We Hate You Guys, Too

March 2nd, 2009

“We hate you guys,” Luo Ping, a director-general at the China Banking Regulatory Commission (CBRC), complained last week on a visit to New York. “Once you start issuing $1-$2 trillion … we know the dollar is going to depreciate, so we hate you guys, but there is nothing much we can do.”

Of course, official Chinese  newspapers the next day said Luo was just kidding.

Geoff Dyer recently wrote a lengthy analysis and commentary on the addictive relationship China and the United States have developed between each other vis a vis where and how China invests its foreign reserves. Problem is, the Chinese are not happy about the rates of return they are getting from investing in T-bills:

“China’s near $2,000bn (£1,380bn, €1,560bn) in reserves, the world’s largest, are often viewed outside the country as a great strength – an insurance policy against economic turbulence. But within China, they are increasingly seen by the public and even some policymakers as something of an albatross – a huge pool of resources not being used at home that will plunge in value if the US dollar collapses. Why, people ask, should such a relatively poor country bankroll such a rich one?”

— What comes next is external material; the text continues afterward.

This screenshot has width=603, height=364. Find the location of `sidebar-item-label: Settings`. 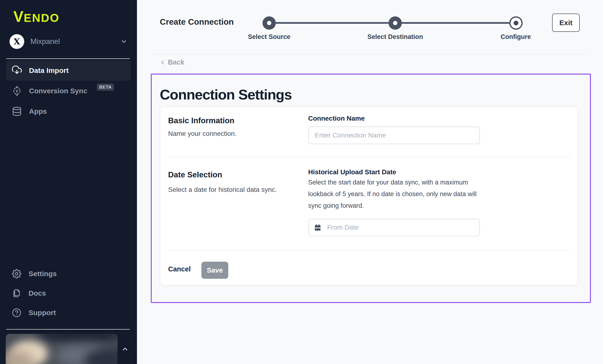

sidebar-item-label: Settings is located at coordinates (43, 274).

It’s a very good question, indeed. Of course, the Chinese government was looking to sock its earnings away for a rainy day, as is the Asian habit. But, effectively, they built a house – in rather a hurry, I might add – without first building a floor. Or rather, the “floor” is more like a series of bamboo poles criss-crossing a very big, deep hole where a foundation should actually have been seeded.

That is, instead of re-investing all those hard-earned yuan back into their own society, they tucked their winnings in the only currency considered sturdy enough to serve as a reserve currency: the almighty dollah. Likely, if gold was still THE standard, they’d be investing in gold instead. The result, then, is a country that despite break-neck economic development since 1999 has little to no social safety net, a growing disparity between poor and rich that has surpassed even the USA’s greedy gap, very little infrastructure in its vast interior and an accelerating number of unemployed – both educated and uneducated.

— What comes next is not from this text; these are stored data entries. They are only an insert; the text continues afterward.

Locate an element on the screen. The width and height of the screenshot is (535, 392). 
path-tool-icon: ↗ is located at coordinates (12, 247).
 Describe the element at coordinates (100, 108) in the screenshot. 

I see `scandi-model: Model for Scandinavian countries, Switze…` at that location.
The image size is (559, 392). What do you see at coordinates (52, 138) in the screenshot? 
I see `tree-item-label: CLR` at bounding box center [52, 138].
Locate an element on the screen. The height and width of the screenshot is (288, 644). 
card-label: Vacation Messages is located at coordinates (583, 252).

It’s been clear the last eight years in particular that despite productivity gains in industry the average Chinese worker has seen little of it pass to his pocket – oddly, much like average American’s pocket since the early 1970s. The American middle class, though, turned to easy credit as a fix, to plug the hole in their unmet expectations for a better life. The Chinese, though, haven’t even that chimera of debt; instead, many find their lives economically unreeling into the past more quickly than it seemed to have sped forward.

Clearly, now, it’s time for the pusher to stop pushing and for the addict to clean up its act. Neither government policy quite frankly looks that great when viewed through the prism of the disappointment and even desperation of the majority of people in both countries.

It’s time for both countries to stop pointing fingers and to give their citizens sound, stable floors based in solid economic and humanitarian fundamentals so people in both societies can actually realize AND keep the good lives their grandparents worked so hard for their descendants to realize.